### EXERCISE PROMPT:
Every line of the data must appear again in the answer, exactly as written.

[Collected data entries]
------------

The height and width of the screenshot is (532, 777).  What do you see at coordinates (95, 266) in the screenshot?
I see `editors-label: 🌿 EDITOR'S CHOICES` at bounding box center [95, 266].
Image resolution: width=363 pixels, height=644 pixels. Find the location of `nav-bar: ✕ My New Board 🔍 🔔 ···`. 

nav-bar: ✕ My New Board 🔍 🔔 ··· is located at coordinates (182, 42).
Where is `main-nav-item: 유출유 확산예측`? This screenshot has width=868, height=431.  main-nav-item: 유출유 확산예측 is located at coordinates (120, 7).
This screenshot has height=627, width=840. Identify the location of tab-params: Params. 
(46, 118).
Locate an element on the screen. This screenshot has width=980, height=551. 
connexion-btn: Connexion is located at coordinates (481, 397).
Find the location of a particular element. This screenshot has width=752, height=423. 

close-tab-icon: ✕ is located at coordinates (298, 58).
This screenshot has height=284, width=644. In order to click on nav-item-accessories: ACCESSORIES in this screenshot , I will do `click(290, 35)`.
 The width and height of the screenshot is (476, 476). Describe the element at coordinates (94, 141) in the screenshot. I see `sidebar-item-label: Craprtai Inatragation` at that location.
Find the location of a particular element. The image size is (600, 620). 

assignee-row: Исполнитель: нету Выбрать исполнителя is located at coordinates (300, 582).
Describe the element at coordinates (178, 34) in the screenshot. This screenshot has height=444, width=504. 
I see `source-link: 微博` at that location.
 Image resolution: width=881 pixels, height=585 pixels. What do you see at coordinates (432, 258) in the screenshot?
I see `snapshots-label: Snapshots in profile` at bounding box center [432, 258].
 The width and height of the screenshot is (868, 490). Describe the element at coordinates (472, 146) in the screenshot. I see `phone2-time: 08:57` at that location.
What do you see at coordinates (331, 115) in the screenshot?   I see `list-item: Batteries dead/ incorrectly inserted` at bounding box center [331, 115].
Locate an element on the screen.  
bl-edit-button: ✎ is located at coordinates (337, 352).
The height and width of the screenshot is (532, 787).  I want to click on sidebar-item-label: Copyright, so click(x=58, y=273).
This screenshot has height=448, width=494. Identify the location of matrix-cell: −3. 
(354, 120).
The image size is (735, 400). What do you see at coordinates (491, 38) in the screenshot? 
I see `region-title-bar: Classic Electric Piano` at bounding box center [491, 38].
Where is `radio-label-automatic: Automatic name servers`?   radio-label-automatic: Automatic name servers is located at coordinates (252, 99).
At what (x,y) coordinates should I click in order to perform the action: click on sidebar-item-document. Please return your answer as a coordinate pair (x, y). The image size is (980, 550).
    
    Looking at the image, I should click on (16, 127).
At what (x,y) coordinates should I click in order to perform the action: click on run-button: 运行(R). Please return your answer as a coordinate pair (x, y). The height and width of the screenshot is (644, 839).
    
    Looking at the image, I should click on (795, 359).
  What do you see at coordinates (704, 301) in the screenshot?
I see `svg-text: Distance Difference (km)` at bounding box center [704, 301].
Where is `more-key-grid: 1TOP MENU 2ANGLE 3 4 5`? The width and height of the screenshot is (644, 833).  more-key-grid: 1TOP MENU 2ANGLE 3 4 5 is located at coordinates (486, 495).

------------

### EXPECTED OUTPUT:
The height and width of the screenshot is (532, 777).  What do you see at coordinates (95, 266) in the screenshot?
I see `editors-label: 🌿 EDITOR'S CHOICES` at bounding box center [95, 266].
Image resolution: width=363 pixels, height=644 pixels. Find the location of `nav-bar: ✕ My New Board 🔍 🔔 ···`. 

nav-bar: ✕ My New Board 🔍 🔔 ··· is located at coordinates (182, 42).
Where is `main-nav-item: 유출유 확산예측`? This screenshot has width=868, height=431.  main-nav-item: 유출유 확산예측 is located at coordinates (120, 7).
This screenshot has height=627, width=840. Identify the location of tab-params: Params. 
(46, 118).
Locate an element on the screen. This screenshot has width=980, height=551. 
connexion-btn: Connexion is located at coordinates (481, 397).
Find the location of a particular element. This screenshot has width=752, height=423. 

close-tab-icon: ✕ is located at coordinates (298, 58).
This screenshot has height=284, width=644. In order to click on nav-item-accessories: ACCESSORIES in this screenshot , I will do `click(290, 35)`.
 The width and height of the screenshot is (476, 476). Describe the element at coordinates (94, 141) in the screenshot. I see `sidebar-item-label: Craprtai Inatragation` at that location.
Find the location of a particular element. The image size is (600, 620). 

assignee-row: Исполнитель: нету Выбрать исполнителя is located at coordinates (300, 582).
Describe the element at coordinates (178, 34) in the screenshot. This screenshot has height=444, width=504. 
I see `source-link: 微博` at that location.
 Image resolution: width=881 pixels, height=585 pixels. What do you see at coordinates (432, 258) in the screenshot?
I see `snapshots-label: Snapshots in profile` at bounding box center [432, 258].
 The width and height of the screenshot is (868, 490). Describe the element at coordinates (472, 146) in the screenshot. I see `phone2-time: 08:57` at that location.
What do you see at coordinates (331, 115) in the screenshot?   I see `list-item: Batteries dead/ incorrectly inserted` at bounding box center [331, 115].
Locate an element on the screen.  
bl-edit-button: ✎ is located at coordinates (337, 352).
The height and width of the screenshot is (532, 787).  I want to click on sidebar-item-label: Copyright, so click(x=58, y=273).
This screenshot has height=448, width=494. Identify the location of matrix-cell: −3. 
(354, 120).
The image size is (735, 400). What do you see at coordinates (491, 38) in the screenshot? 
I see `region-title-bar: Classic Electric Piano` at bounding box center [491, 38].
Where is `radio-label-automatic: Automatic name servers`?   radio-label-automatic: Automatic name servers is located at coordinates (252, 99).
At what (x,y) coordinates should I click in order to perform the action: click on sidebar-item-document. Please return your answer as a coordinate pair (x, y). The image size is (980, 550).
    
    Looking at the image, I should click on (16, 127).
At what (x,y) coordinates should I click in order to perform the action: click on run-button: 运行(R). Please return your answer as a coordinate pair (x, y). The height and width of the screenshot is (644, 839).
    
    Looking at the image, I should click on (795, 359).
  What do you see at coordinates (704, 301) in the screenshot?
I see `svg-text: Distance Difference (km)` at bounding box center [704, 301].
Where is `more-key-grid: 1TOP MENU 2ANGLE 3 4 5`? The width and height of the screenshot is (644, 833).  more-key-grid: 1TOP MENU 2ANGLE 3 4 5 is located at coordinates (486, 495).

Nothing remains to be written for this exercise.